Dream-chasers, while lovely, were pitiful things, because they only grew on the surface of the third planet. Of this the Armui were very proud. They had chosen the flower as the banner of their world, proof that beauty was abound in nature's simple realms. The other sects could be persuaded to agree if only to end the discussion. The Redan were convinced that technological sophistication was the highest, purest form of art, and they crafted magnificent cities which stood beneath the mirthful glow of the universe.

What did the warriors of the Markua have to say about this? Nothing. The Markua hardly spoke to begin with, and whenever they did it was usually war poetry or calls of loyalty to Rikofor, whom they worshipped as a wrathful god of war. Those earth-skinned beings were warmongers, every last one of them, down to the little children, who were raised to bear weapons. The Markua had no love for beautiful things, nor ceremony, nor development of the arts. Theirs was a harsh existence, a life of stringent discipline, little luxury and admiration. But what else could you expect from the sect that dwelled on the innermost planet, right on the boundary of the habitable zone?

On a planet ablaze with the fire of their star, everything was different. The Markua constructed monolith temples to Rikofor and trained their children to adulthood. But they were bound by loyalty to the other sects, and they protected their brother-dwellers on the second and third planets. The Redan were sophisticated scholars, beings of science, and provided the other two with technology. And the Armui? They lived on the outermost planet, the last in the system. They were a peaceful people, who kept the land looked after and grew food from the earth to feed all.

Seerin was a quiet, idyllic pastoral world, with a gentle blue sky and a fertile crust. She was the largest and the only planet in the star system of the First Ones to have moons of her own, and the Armui danced in their light after the setting of the sun. The Redan had built their own satellites, colossal spaceborne superstructures that gave rise to cities and artificially-constructed environments. But the Armui had no need for such sophistication and intricacy; they were a simple people, who lived in a surreal agrarian society. Twice a year the harvests turned in a progressive pattern across the various regions of the planet, yielding tremendous amounts of corozane, milfor, honeynuts, and roday. Thanks to the Redan, the oceans of Seerin also became arable, and massive maritime facilities grew and harvested underwater flora and sealife on an industrial scale of global proportions.

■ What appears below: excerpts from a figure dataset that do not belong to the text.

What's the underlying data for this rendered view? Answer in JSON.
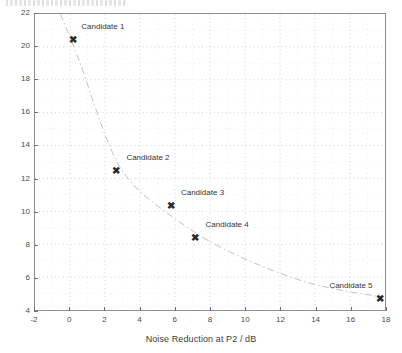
{
  "figure": {
    "top_artifact_note": "scan-noise-strip",
    "background_color": "#ffffff",
    "frame_color": "#8c8c8c",
    "marker_glyph": "✖"
  },
  "chart_data": {
    "type": "scatter",
    "title": "",
    "xlabel": "Noise Reduction at P2 / dB",
    "ylabel": "",
    "xlim": [
      -2,
      18
    ],
    "ylim": [
      4,
      22
    ],
    "xticks": [
      -2,
      0,
      2,
      4,
      6,
      8,
      10,
      12,
      14,
      16,
      18
    ],
    "xtick_labels": [
      "-2",
      "0",
      "2",
      "4",
      "6",
      "8",
      "10",
      "12",
      "14",
      "16",
      "18"
    ],
    "yticks": [
      4,
      6,
      8,
      10,
      12,
      14,
      16,
      18,
      20,
      22
    ],
    "ytick_labels": [
      "4",
      "6",
      "8",
      "10",
      "12",
      "14",
      "16",
      "18",
      "20",
      "22"
    ],
    "grid": true,
    "grid_style": "dotted",
    "minor_grid": true,
    "legend": false,
    "points": [
      {
        "label": "Candidate 1",
        "x": 0.15,
        "y": 20.45,
        "label_dx": 30,
        "label_dy": -13
      },
      {
        "label": "Candidate 2",
        "x": 2.6,
        "y": 12.5,
        "label_dx": 32,
        "label_dy": -13
      },
      {
        "label": "Candidate 3",
        "x": 5.7,
        "y": 10.4,
        "label_dx": 32,
        "label_dy": -13
      },
      {
        "label": "Candidate 4",
        "x": 7.1,
        "y": 8.5,
        "label_dx": 32,
        "label_dy": -13
      },
      {
        "label": "Candidate 5",
        "x": 17.6,
        "y": 4.8,
        "label_dx": -29,
        "label_dy": -13
      }
    ],
    "trend_curve": {
      "style": "dash-dot",
      "color": "#b9b9b9",
      "points": [
        {
          "x": -0.55,
          "y": 22.0
        },
        {
          "x": 0.55,
          "y": 19.1
        },
        {
          "x": 1.35,
          "y": 16.6
        },
        {
          "x": 2.1,
          "y": 14.4
        },
        {
          "x": 2.9,
          "y": 12.6
        },
        {
          "x": 4.0,
          "y": 11.2
        },
        {
          "x": 5.3,
          "y": 10.1
        },
        {
          "x": 6.6,
          "y": 9.1
        },
        {
          "x": 8.1,
          "y": 8.1
        },
        {
          "x": 9.8,
          "y": 7.2
        },
        {
          "x": 11.6,
          "y": 6.4
        },
        {
          "x": 13.5,
          "y": 5.7
        },
        {
          "x": 15.5,
          "y": 5.2
        },
        {
          "x": 17.8,
          "y": 4.8
        }
      ]
    }
  }
}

There was the quiet village of Farron-Toulu, whose inhabitants were responsible for cultivating crops in the surrounding region. Located by a small local lake and dark forests, this village was, like most others on the planet, relatively unimportant. Seerin had only eight major cities, one for each quadrant of the planet, and Farron-Toulu was close by one of them. Her children played in the streets and sang in the sun, while day in and out spacecraft went to and fro from orbit down to the city, visible as a constant whirlwind of lights traveling between the sky and the horizon. They looked rather like fireflies dancing along the length of the space elevator, shining on its own, and whose tether reached nearly halfway to Seerin's closest moon.

Such a pretty thing it was. Rare, just like the dream-chaser.